Most kids at this stage play too fast. They see a move, they make it, and only afterward realize they didn’t fully think it through. My coaching starts by slowing the game down and helping students actually see the board — spotting threats, noticing loose pieces, and understanding the simple, avoidable mistakes that swing most games. Once they build that foundation of board vision and basic calculation, everything else becomes easier and a lot more fun.
Before anything else, students need to actually see what’s happening on the board. We work on slowing down, scanning for threats, and noticing which pieces are safe or loose. This alone prevents a huge number of mistakes and gives kids a sense of control.
Most young players react only after something goes wrong. I teach them to look one step ahead — “If I move here, what changes?” — so they can anticipate danger instead of stumbling into it. This is where their confidence starts to grow.
At this level, improvement doesn’t come from memorizing openings. It comes from recognizing the basic tactical ideas that show up in almost every game: forks, pins, checks, and simple captures. Once students can spot these patterns, their play becomes noticeably sharper.
Kids often move because a piece “looks good there.” I help them connect their moves to a purpose — improving a piece, controlling a square, or creating pressure. Even a small plan is better than no plan, and it teaches them to think with intention.
The goal is to help students bring all of this together: slowing down, seeing the board, spotting threats, and choosing moves for a reason. When they start playing with purpose instead of impulse, their results improve naturally — and the game becomes a lot more fun.
Improvement begins with slowing things down. When kids learn to approach each move with clarity instead of impulse, their confidence grows — and so does their enjoyment of the game.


**Task statement**
Copy all of the material below, line for line.

------ Input material ------

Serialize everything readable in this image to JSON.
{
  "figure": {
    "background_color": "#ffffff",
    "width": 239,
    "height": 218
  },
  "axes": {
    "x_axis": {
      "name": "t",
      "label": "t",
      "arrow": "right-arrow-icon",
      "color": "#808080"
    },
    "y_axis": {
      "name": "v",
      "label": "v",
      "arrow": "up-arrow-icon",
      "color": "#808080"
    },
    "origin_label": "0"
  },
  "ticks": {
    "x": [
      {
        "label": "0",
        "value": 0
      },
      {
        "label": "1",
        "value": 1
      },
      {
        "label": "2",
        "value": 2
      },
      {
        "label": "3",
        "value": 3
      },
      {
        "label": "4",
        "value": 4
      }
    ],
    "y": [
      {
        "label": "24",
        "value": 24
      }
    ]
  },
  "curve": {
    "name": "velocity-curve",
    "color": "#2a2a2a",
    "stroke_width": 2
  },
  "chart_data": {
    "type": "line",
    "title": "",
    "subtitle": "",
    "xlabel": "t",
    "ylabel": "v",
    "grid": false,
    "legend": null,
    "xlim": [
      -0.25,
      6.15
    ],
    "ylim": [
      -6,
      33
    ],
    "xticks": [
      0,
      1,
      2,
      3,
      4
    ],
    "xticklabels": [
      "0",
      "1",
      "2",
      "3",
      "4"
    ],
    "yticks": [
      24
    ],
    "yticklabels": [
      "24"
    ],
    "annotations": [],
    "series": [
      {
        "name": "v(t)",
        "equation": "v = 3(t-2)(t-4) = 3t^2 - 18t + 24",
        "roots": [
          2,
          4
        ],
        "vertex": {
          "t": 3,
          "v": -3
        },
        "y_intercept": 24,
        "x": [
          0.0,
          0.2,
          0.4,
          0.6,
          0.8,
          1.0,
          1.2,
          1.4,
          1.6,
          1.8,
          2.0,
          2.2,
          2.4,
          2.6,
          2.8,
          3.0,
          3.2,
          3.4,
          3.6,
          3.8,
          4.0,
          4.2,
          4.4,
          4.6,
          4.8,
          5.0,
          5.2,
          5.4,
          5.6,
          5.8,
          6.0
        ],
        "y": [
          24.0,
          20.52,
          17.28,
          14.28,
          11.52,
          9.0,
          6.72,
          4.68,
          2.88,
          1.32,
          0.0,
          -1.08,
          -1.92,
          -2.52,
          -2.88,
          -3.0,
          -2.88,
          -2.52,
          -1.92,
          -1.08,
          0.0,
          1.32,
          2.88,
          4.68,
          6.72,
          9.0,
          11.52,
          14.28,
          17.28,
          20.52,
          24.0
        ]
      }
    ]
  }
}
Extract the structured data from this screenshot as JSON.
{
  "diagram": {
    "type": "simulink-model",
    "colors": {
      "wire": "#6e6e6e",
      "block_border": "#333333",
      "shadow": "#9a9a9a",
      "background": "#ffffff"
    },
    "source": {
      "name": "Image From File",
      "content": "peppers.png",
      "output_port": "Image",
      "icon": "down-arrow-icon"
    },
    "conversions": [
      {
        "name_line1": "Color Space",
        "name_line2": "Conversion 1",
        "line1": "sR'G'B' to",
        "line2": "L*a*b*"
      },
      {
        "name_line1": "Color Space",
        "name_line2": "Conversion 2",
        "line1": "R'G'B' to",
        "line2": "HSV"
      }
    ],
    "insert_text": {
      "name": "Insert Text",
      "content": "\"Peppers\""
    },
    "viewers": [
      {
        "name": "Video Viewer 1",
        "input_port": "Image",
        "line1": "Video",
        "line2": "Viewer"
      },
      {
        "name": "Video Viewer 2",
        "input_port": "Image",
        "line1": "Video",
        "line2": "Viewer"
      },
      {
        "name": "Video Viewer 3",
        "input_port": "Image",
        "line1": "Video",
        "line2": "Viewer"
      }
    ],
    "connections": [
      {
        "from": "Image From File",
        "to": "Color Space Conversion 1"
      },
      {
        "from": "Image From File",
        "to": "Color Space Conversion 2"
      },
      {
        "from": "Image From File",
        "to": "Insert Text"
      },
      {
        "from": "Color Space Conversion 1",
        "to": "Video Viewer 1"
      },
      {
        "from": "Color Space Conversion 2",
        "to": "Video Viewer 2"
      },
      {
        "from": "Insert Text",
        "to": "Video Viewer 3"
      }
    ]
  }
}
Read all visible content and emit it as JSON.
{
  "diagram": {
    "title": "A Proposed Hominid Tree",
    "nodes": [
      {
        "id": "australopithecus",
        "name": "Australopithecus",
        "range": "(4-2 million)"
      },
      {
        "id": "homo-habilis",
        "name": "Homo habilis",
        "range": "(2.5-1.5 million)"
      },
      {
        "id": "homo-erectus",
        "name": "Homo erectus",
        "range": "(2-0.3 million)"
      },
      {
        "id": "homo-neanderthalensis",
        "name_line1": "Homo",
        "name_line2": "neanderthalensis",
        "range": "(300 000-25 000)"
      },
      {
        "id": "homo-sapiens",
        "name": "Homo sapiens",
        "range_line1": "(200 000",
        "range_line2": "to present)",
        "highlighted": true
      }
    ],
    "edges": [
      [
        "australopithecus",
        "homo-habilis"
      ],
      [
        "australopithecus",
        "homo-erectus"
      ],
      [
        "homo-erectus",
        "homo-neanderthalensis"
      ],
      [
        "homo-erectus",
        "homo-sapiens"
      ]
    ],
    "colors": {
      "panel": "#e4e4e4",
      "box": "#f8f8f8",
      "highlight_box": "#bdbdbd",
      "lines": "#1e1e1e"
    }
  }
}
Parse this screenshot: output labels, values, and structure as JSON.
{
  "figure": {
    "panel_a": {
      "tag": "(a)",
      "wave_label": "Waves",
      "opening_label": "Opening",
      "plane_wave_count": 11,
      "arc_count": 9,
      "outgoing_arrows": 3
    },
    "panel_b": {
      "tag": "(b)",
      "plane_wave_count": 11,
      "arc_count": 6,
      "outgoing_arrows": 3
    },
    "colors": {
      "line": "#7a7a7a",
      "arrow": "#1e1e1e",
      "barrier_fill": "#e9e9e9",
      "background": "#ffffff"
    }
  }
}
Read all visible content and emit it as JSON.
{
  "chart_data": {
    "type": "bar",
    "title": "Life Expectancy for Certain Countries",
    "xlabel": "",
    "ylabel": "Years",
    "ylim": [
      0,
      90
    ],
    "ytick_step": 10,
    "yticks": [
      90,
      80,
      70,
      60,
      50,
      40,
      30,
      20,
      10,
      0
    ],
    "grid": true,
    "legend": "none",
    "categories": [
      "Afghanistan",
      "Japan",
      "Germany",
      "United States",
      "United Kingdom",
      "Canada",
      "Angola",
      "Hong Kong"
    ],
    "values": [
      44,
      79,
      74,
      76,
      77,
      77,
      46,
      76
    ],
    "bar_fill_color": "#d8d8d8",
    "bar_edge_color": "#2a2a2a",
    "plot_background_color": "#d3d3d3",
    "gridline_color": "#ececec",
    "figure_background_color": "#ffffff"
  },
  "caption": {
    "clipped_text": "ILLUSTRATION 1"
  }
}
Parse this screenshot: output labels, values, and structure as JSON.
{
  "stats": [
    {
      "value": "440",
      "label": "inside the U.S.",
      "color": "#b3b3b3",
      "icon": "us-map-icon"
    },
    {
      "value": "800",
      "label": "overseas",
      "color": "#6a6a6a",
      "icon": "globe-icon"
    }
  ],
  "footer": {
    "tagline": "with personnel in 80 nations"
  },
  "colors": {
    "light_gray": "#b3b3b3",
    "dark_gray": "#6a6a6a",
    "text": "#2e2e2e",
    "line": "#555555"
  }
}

------

**Answer for the task**
Serialize everything readable in this image to JSON.
{
  "figure": {
    "background_color": "#ffffff",
    "width": 239,
    "height": 218
  },
  "axes": {
    "x_axis": {
      "name": "t",
      "label": "t",
      "arrow": "right-arrow-icon",
      "color": "#808080"
    },
    "y_axis": {
      "name": "v",
      "label": "v",
      "arrow": "up-arrow-icon",
      "color": "#808080"
    },
    "origin_label": "0"
  },
  "ticks": {
    "x": [
      {
        "label": "0",
        "value": 0
      },
      {
        "label": "1",
        "value": 1
      },
      {
        "label": "2",
        "value": 2
      },
      {
        "label": "3",
        "value": 3
      },
      {
        "label": "4",
        "value": 4
      }
    ],
    "y": [
      {
        "label": "24",
        "value": 24
      }
    ]
  },
  "curve": {
    "name": "velocity-curve",
    "color": "#2a2a2a",
    "stroke_width": 2
  },
  "chart_data": {
    "type": "line",
    "title": "",
    "subtitle": "",
    "xlabel": "t",
    "ylabel": "v",
    "grid": false,
    "legend": null,
    "xlim": [
      -0.25,
      6.15
    ],
    "ylim": [
      -6,
      33
    ],
    "xticks": [
      0,
      1,
      2,
      3,
      4
    ],
    "xticklabels": [
      "0",
      "1",
      "2",
      "3",
      "4"
    ],
    "yticks": [
      24
    ],
    "yticklabels": [
      "24"
    ],
    "annotations": [],
    "series": [
      {
        "name": "v(t)",
        "equation": "v = 3(t-2)(t-4) = 3t^2 - 18t + 24",
        "roots": [
          2,
          4
        ],
        "vertex": {
          "t": 3,
          "v": -3
        },
        "y_intercept": 24,
        "x": [
          0.0,
          0.2,
          0.4,
          0.6,
          0.8,
          1.0,
          1.2,
          1.4,
          1.6,
          1.8,
          2.0,
          2.2,
          2.4,
          2.6,
          2.8,
          3.0,
          3.2,
          3.4,
          3.6,
          3.8,
          4.0,
          4.2,
          4.4,
          4.6,
          4.8,
          5.0,
          5.2,
          5.4,
          5.6,
          5.8,
          6.0
        ],
        "y": [
          24.0,
          20.52,
          17.28,
          14.28,
          11.52,
          9.0,
          6.72,
          4.68,
          2.88,
          1.32,
          0.0,
          -1.08,
          -1.92,
          -2.52,
          -2.88,
          -3.0,
          -2.88,
          -2.52,
          -1.92,
          -1.08,
          0.0,
          1.32,
          2.88,
          4.68,
          6.72,
          9.0,
          11.52,
          14.28,
          17.28,
          20.52,
          24.0
        ]
      }
    ]
  }
}
Extract the structured data from this screenshot as JSON.
{
  "diagram": {
    "type": "simulink-model",
    "colors": {
      "wire": "#6e6e6e",
      "block_border": "#333333",
      "shadow": "#9a9a9a",
      "background": "#ffffff"
    },
    "source": {
      "name": "Image From File",
      "content": "peppers.png",
      "output_port": "Image",
      "icon": "down-arrow-icon"
    },
    "conversions": [
      {
        "name_line1": "Color Space",
        "name_line2": "Conversion 1",
        "line1": "sR'G'B' to",
        "line2": "L*a*b*"
      },
      {
        "name_line1": "Color Space",
        "name_line2": "Conversion 2",
        "line1": "R'G'B' to",
        "line2": "HSV"
      }
    ],
    "insert_text": {
      "name": "Insert Text",
      "content": "\"Peppers\""
    },
    "viewers": [
      {
        "name": "Video Viewer 1",
        "input_port": "Image",
        "line1": "Video",
        "line2": "Viewer"
      },
      {
        "name": "Video Viewer 2",
        "input_port": "Image",
        "line1": "Video",
        "line2": "Viewer"
      },
      {
        "name": "Video Viewer 3",
        "input_port": "Image",
        "line1": "Video",
        "line2": "Viewer"
      }
    ],
    "connections": [
      {
        "from": "Image From File",
        "to": "Color Space Conversion 1"
      },
      {
        "from": "Image From File",
        "to": "Color Space Conversion 2"
      },
      {
        "from": "Image From File",
        "to": "Insert Text"
      },
      {
        "from": "Color Space Conversion 1",
        "to": "Video Viewer 1"
      },
      {
        "from": "Color Space Conversion 2",
        "to": "Video Viewer 2"
      },
      {
        "from": "Insert Text",
        "to": "Video Viewer 3"
      }
    ]
  }
}
Read all visible content and emit it as JSON.
{
  "diagram": {
    "title": "A Proposed Hominid Tree",
    "nodes": [
      {
        "id": "australopithecus",
        "name": "Australopithecus",
        "range": "(4-2 million)"
      },
      {
        "id": "homo-habilis",
        "name": "Homo habilis",
        "range": "(2.5-1.5 million)"
      },
      {
        "id": "homo-erectus",
        "name": "Homo erectus",
        "range": "(2-0.3 million)"
      },
      {
        "id": "homo-neanderthalensis",
        "name_line1": "Homo",
        "name_line2": "neanderthalensis",
        "range": "(300 000-25 000)"
      },
      {
        "id": "homo-sapiens",
        "name": "Homo sapiens",
        "range_line1": "(200 000",
        "range_line2": "to present)",
        "highlighted": true
      }
    ],
    "edges": [
      [
        "australopithecus",
        "homo-habilis"
      ],
      [
        "australopithecus",
        "homo-erectus"
      ],
      [
        "homo-erectus",
        "homo-neanderthalensis"
      ],
      [
        "homo-erectus",
        "homo-sapiens"
      ]
    ],
    "colors": {
      "panel": "#e4e4e4",
      "box": "#f8f8f8",
      "highlight_box": "#bdbdbd",
      "lines": "#1e1e1e"
    }
  }
}
Parse this screenshot: output labels, values, and structure as JSON.
{
  "figure": {
    "panel_a": {
      "tag": "(a)",
      "wave_label": "Waves",
      "opening_label": "Opening",
      "plane_wave_count": 11,
      "arc_count": 9,
      "outgoing_arrows": 3
    },
    "panel_b": {
      "tag": "(b)",
      "plane_wave_count": 11,
      "arc_count": 6,
      "outgoing_arrows": 3
    },
    "colors": {
      "line": "#7a7a7a",
      "arrow": "#1e1e1e",
      "barrier_fill": "#e9e9e9",
      "background": "#ffffff"
    }
  }
}
Read all visible content and emit it as JSON.
{
  "chart_data": {
    "type": "bar",
    "title": "Life Expectancy for Certain Countries",
    "xlabel": "",
    "ylabel": "Years",
    "ylim": [
      0,
      90
    ],
    "ytick_step": 10,
    "yticks": [
      90,
      80,
      70,
      60,
      50,
      40,
      30,
      20,
      10,
      0
    ],
    "grid": true,
    "legend": "none",
    "categories": [
      "Afghanistan",
      "Japan",
      "Germany",
      "United States",
      "United Kingdom",
      "Canada",
      "Angola",
      "Hong Kong"
    ],
    "values": [
      44,
      79,
      74,
      76,
      77,
      77,
      46,
      76
    ],
    "bar_fill_color": "#d8d8d8",
    "bar_edge_color": "#2a2a2a",
    "plot_background_color": "#d3d3d3",
    "gridline_color": "#ececec",
    "figure_background_color": "#ffffff"
  },
  "caption": {
    "clipped_text": "ILLUSTRATION 1"
  }
}
Parse this screenshot: output labels, values, and structure as JSON.
{
  "stats": [
    {
      "value": "440",
      "label": "inside the U.S.",
      "color": "#b3b3b3",
      "icon": "us-map-icon"
    },
    {
      "value": "800",
      "label": "overseas",
      "color": "#6a6a6a",
      "icon": "globe-icon"
    }
  ],
  "footer": {
    "tagline": "with personnel in 80 nations"
  },
  "colors": {
    "light_gray": "#b3b3b3",
    "dark_gray": "#6a6a6a",
    "text": "#2e2e2e",
    "line": "#555555"
  }
}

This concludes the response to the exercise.